The real scam, currently being levied against baby boomers that no one is talking about, is the irresponsible manner in which financial journalist confuse and misconstrue fact, with their attempts at sensationalism. It seems that the only thing that is important to journalists, who write about the financial marketplace, is to hit the current “hot topics” and use rhetorical buzz words and phrases as many times as possible. Just like popular financial periodicals love to sell magazines with covers claiming to have the scoop on the "TOP TEN” mutual funds every investor should own, newspapers and dot com journalist are more concerned about getting attention to their articles, than factually representing their information.

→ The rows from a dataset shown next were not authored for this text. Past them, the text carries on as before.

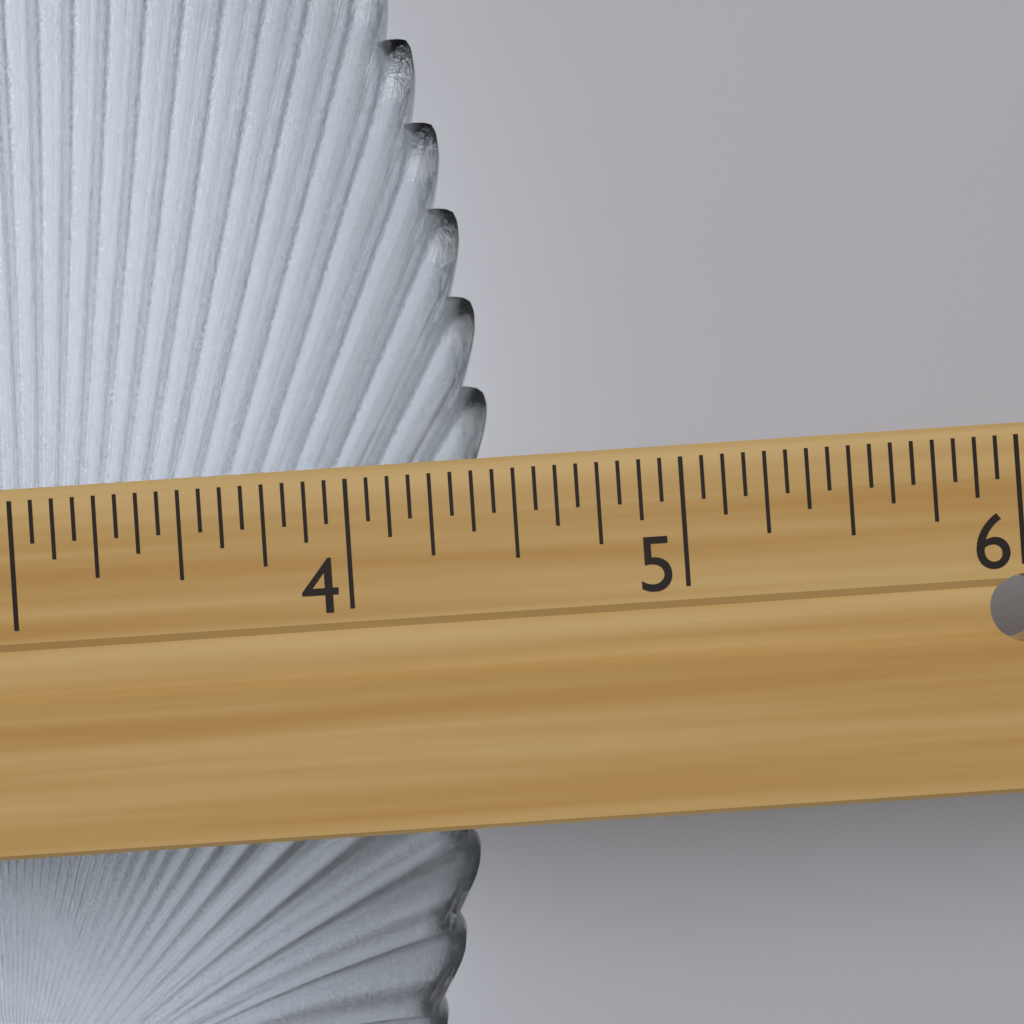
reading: 4.4375 in
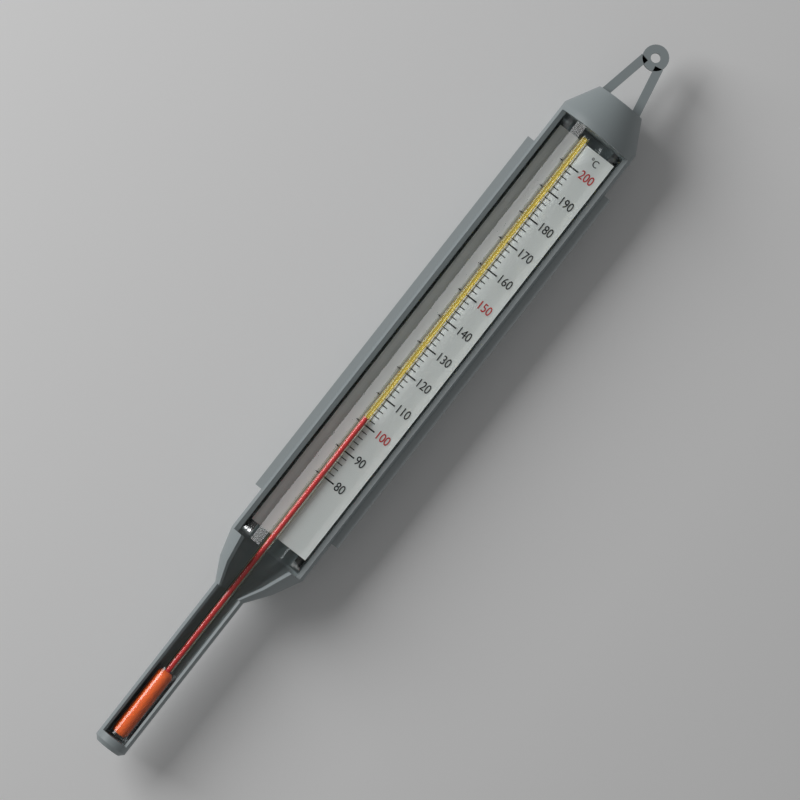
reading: 102 °C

USA Today published an article in 2001 by Sandra Block entitled, "An annuity could protect savings." This article discussed the common concerns held by many retirees that they could outlive their money, and then went on to explain how annuities can be used to guarantee a lifetime of income, using whatever amount of assets someone possesses. Ms. Block even described an immediate annuity as a good substitute for the lack of a company pension plan. Her summary indicates that if a retiree is “risk-averse,” or expects to live a long time, an immediate annuity is ideal for them. Remember that in 2001, the stock market was dropping like a rock, and retirees were scrambling to salvage whatever elements of safety they could for the declining balances of their nest eggs.
Today I read a new article in the USA Today online, by Kathy Chu, that "Baby boomers make rich targets," where she states that annuities, (with no distinction of type), are inappropriate for seniors, which she lumped together with oil and gas investments and promissory notes, and later implies that annuities are marketed deceptively by high pressure salespeople using the dreaded “free lunch seminar.” Her generalizations also put annuities in the same category as investment fraud, Ponzi schemes, and scams such as “fake contests”
In five short years, USA Today writers have gone from recommending annuities for seniors as an excellent tool for safely managing assets and guaranteeing lifetime income, to condemning them and all who sell them as “inappropriate for seniors.” What has changed to cause this new perspective by the journalists? While fixed and indexed annuities have evolved somewhat in recent years, they are still the same, safe insurance products they were when Sandra Block so highly recommended them for seniors. The only thing that has changed here are the whims and the attitude of the financial news media. Their beloved stock market is much healthier now than it was in 2001, and the current media trend is to bash annuities, so these journalists are just mindlessly following the leader, whoever that might be.
Fortunately for the baby boomers, they are not the bumbling idiots these financial journalists make them out to be, sitting with pockets full of money, just waiting for someone to take advantage of them. This generation did not accumulate the largest block of private capital in the nation by being stupid or being easily led astray. Baby boomers are as savvy and as well informed as any other, and the fact that the sale of annuities only continues to rise is an indication, not of the increase in strong armed sales tactics by insurance salespeople, but rather, it is a validation of the truth that Sandra Block spoke clearly, five years ago. Annuities are extremely appropriate for seniors to use in their retirement planning if they want to avoid the uncertainty and risk of securities, and provide the only private means to insure that no matter what their life expectancy, their annuity can provide them an income they can never outlive.